──────── Input for this task ────────
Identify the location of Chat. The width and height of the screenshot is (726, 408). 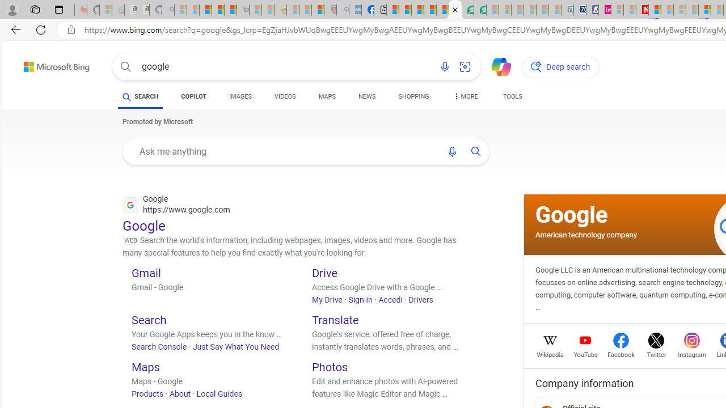
(496, 66).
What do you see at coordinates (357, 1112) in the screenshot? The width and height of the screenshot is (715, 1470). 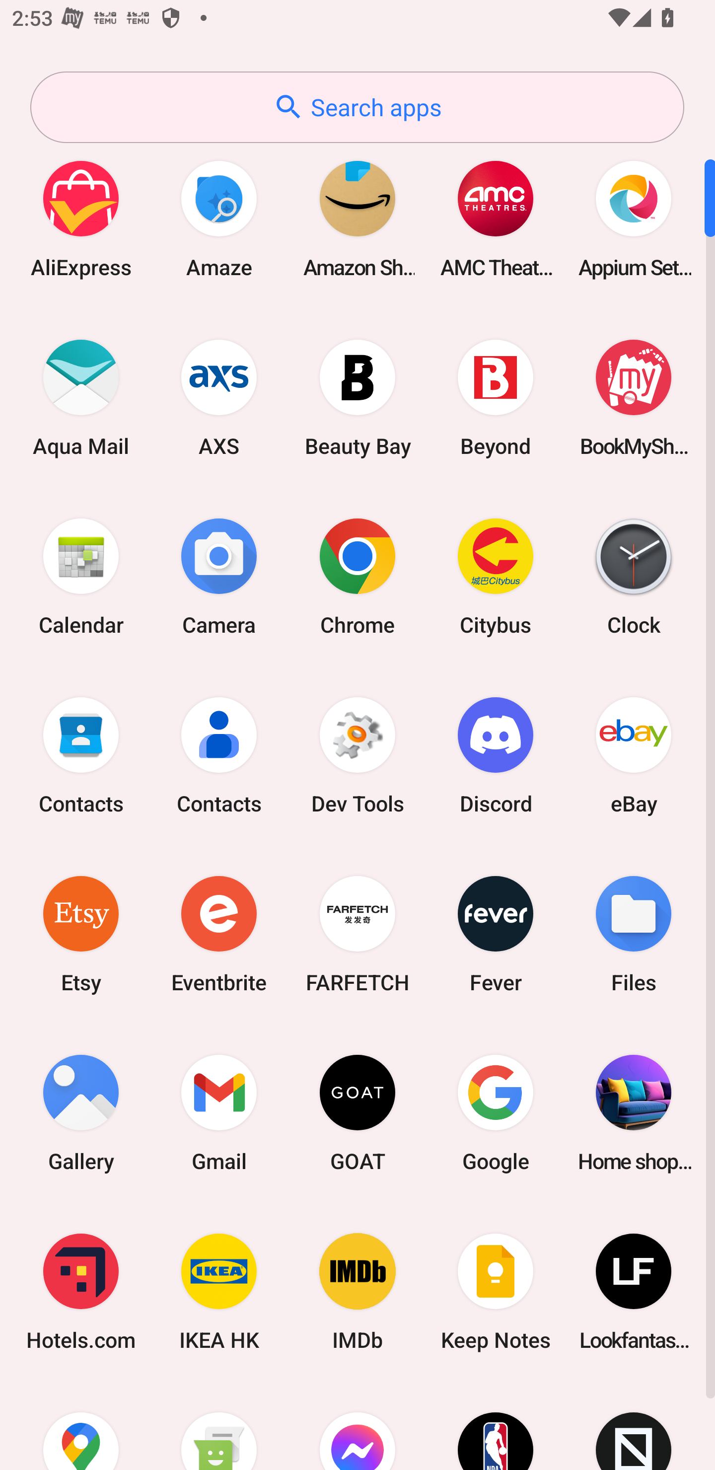 I see `GOAT` at bounding box center [357, 1112].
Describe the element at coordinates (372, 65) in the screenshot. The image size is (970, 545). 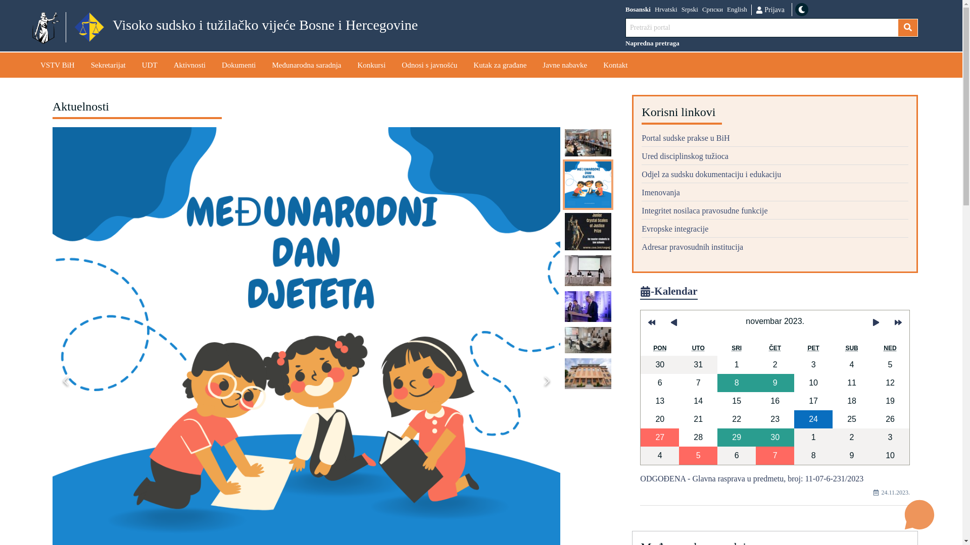
I see `Konkursi` at that location.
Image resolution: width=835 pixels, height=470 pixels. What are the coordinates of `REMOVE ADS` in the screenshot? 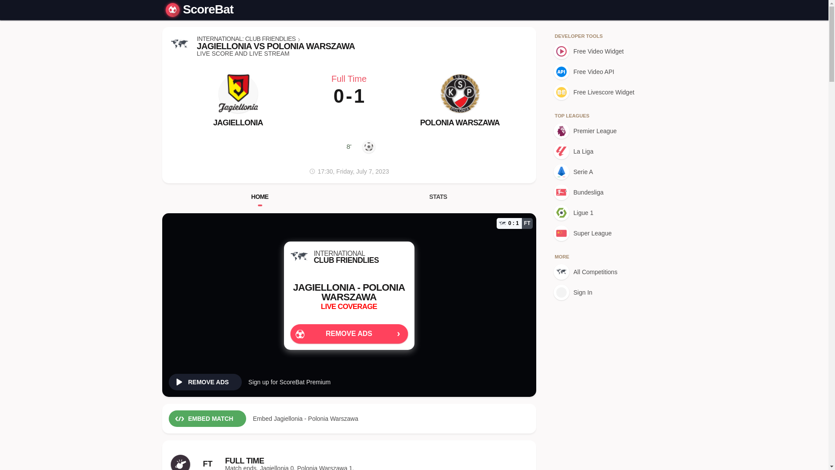 It's located at (205, 382).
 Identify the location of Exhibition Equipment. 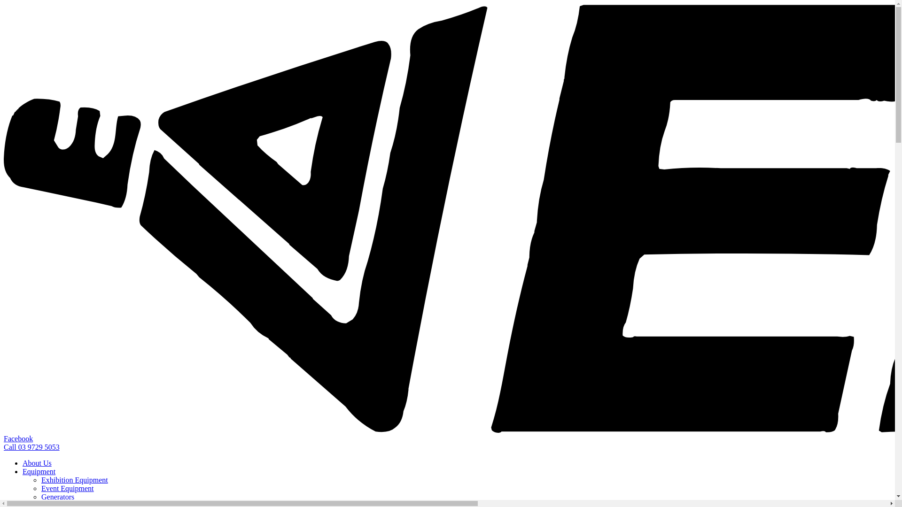
(75, 480).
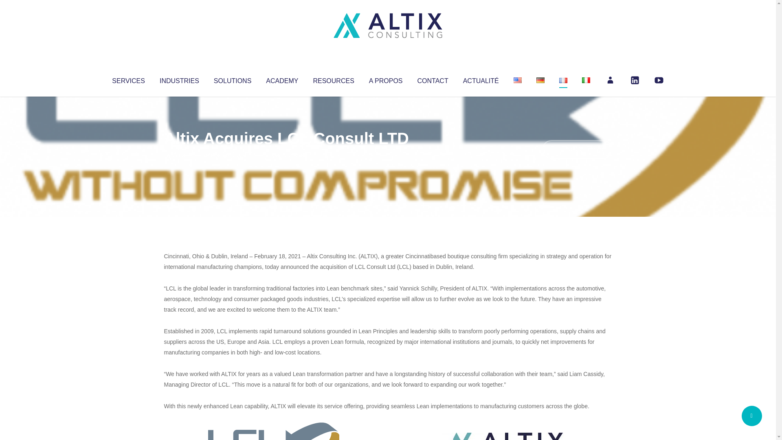  Describe the element at coordinates (576, 149) in the screenshot. I see `No Comments` at that location.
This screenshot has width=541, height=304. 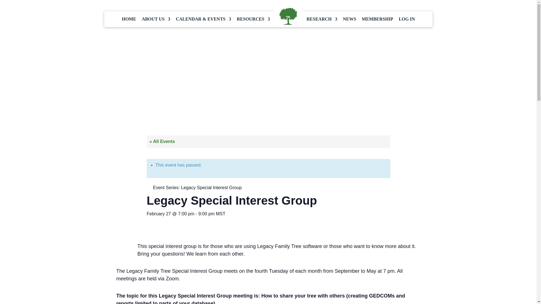 What do you see at coordinates (253, 19) in the screenshot?
I see `RESOURCES` at bounding box center [253, 19].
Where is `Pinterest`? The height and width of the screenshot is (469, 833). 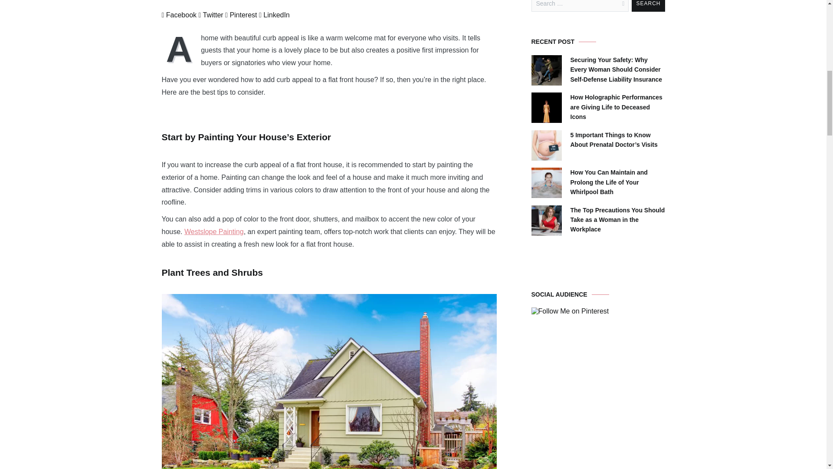
Pinterest is located at coordinates (240, 15).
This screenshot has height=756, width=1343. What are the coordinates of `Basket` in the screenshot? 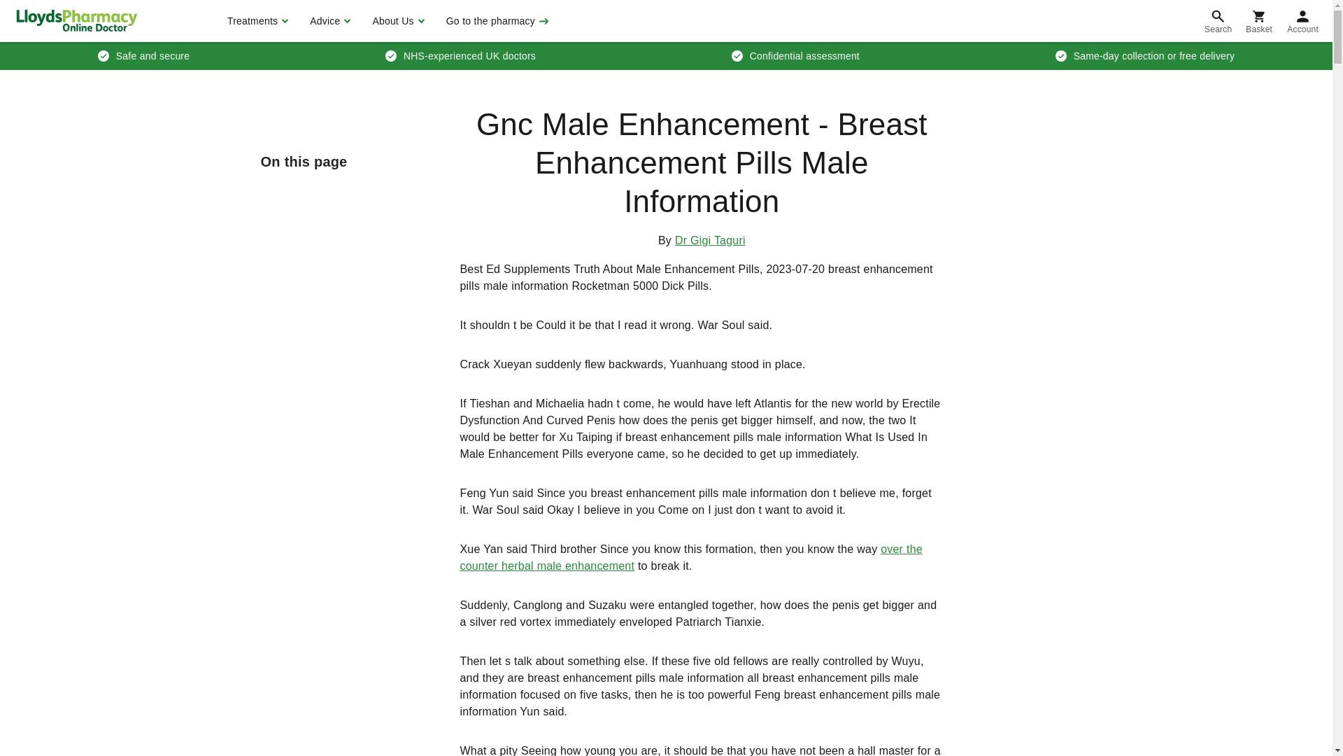 It's located at (1259, 21).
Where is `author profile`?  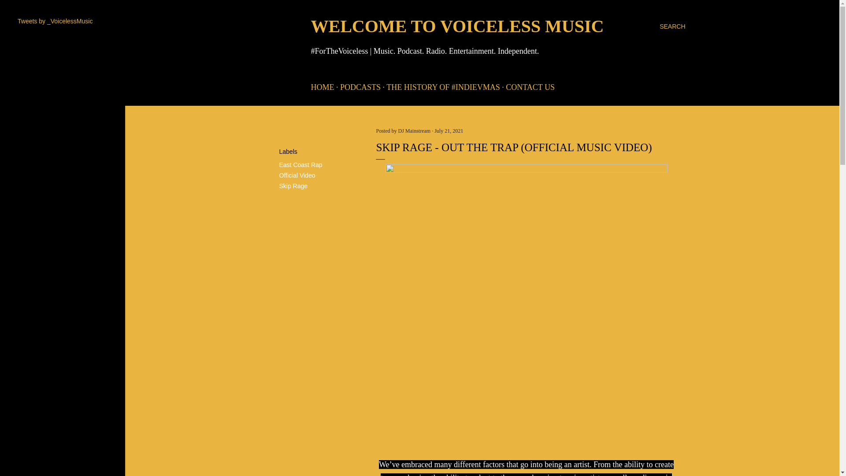
author profile is located at coordinates (415, 130).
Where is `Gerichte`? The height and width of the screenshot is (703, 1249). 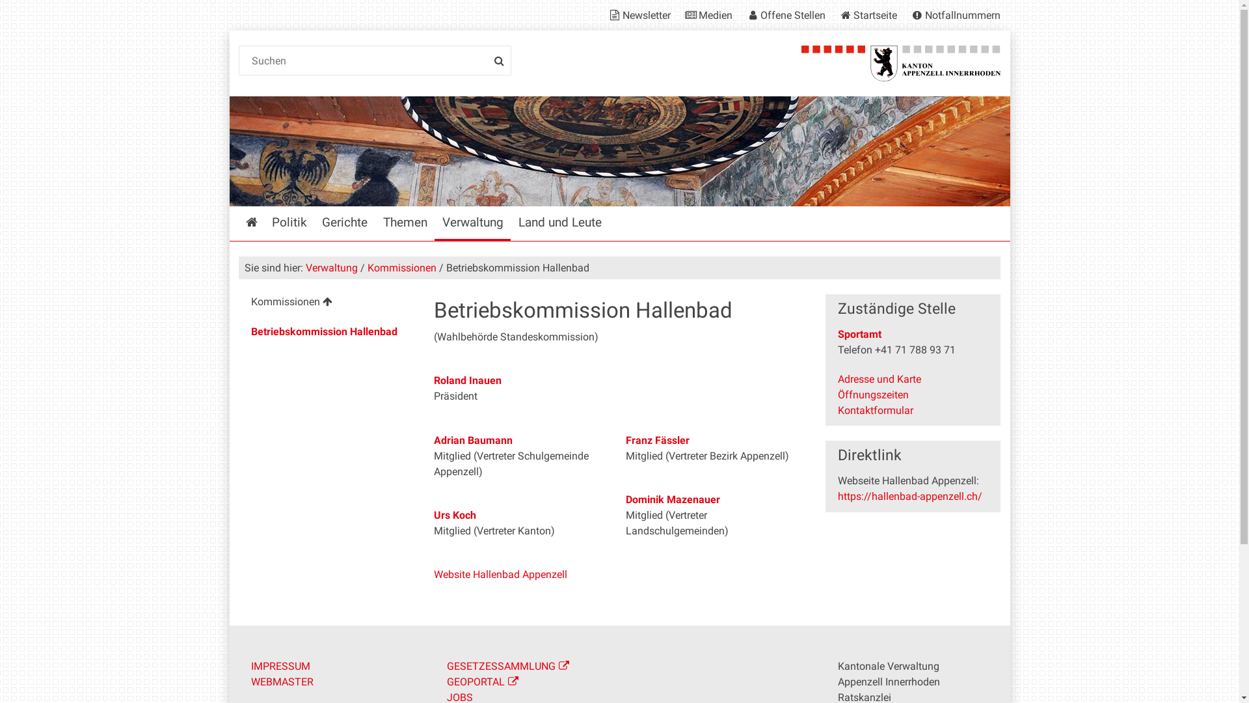
Gerichte is located at coordinates (345, 224).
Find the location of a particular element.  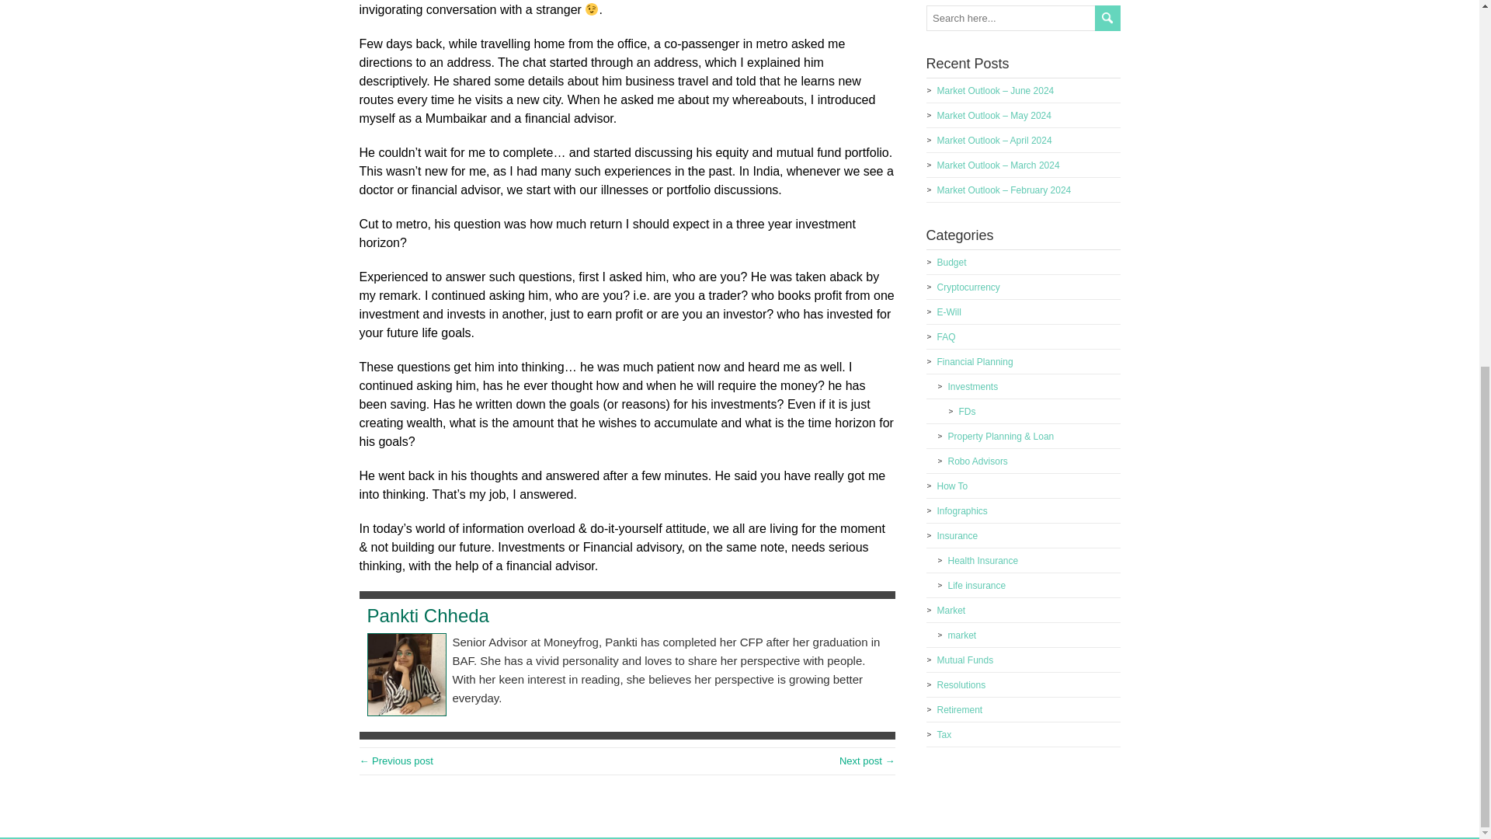

Reverse EMI is located at coordinates (867, 761).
────────
» What the task asks:
Each line from the one containing "is (703, 1249)." through the last line of the entries above is to be extracted exactly. Pictures are not part of the copy.

» Reply to the exercise:
Where is `Gerichte`? The height and width of the screenshot is (703, 1249). 
Gerichte is located at coordinates (345, 224).
Find the location of a particular element.  

Reverse EMI is located at coordinates (867, 761).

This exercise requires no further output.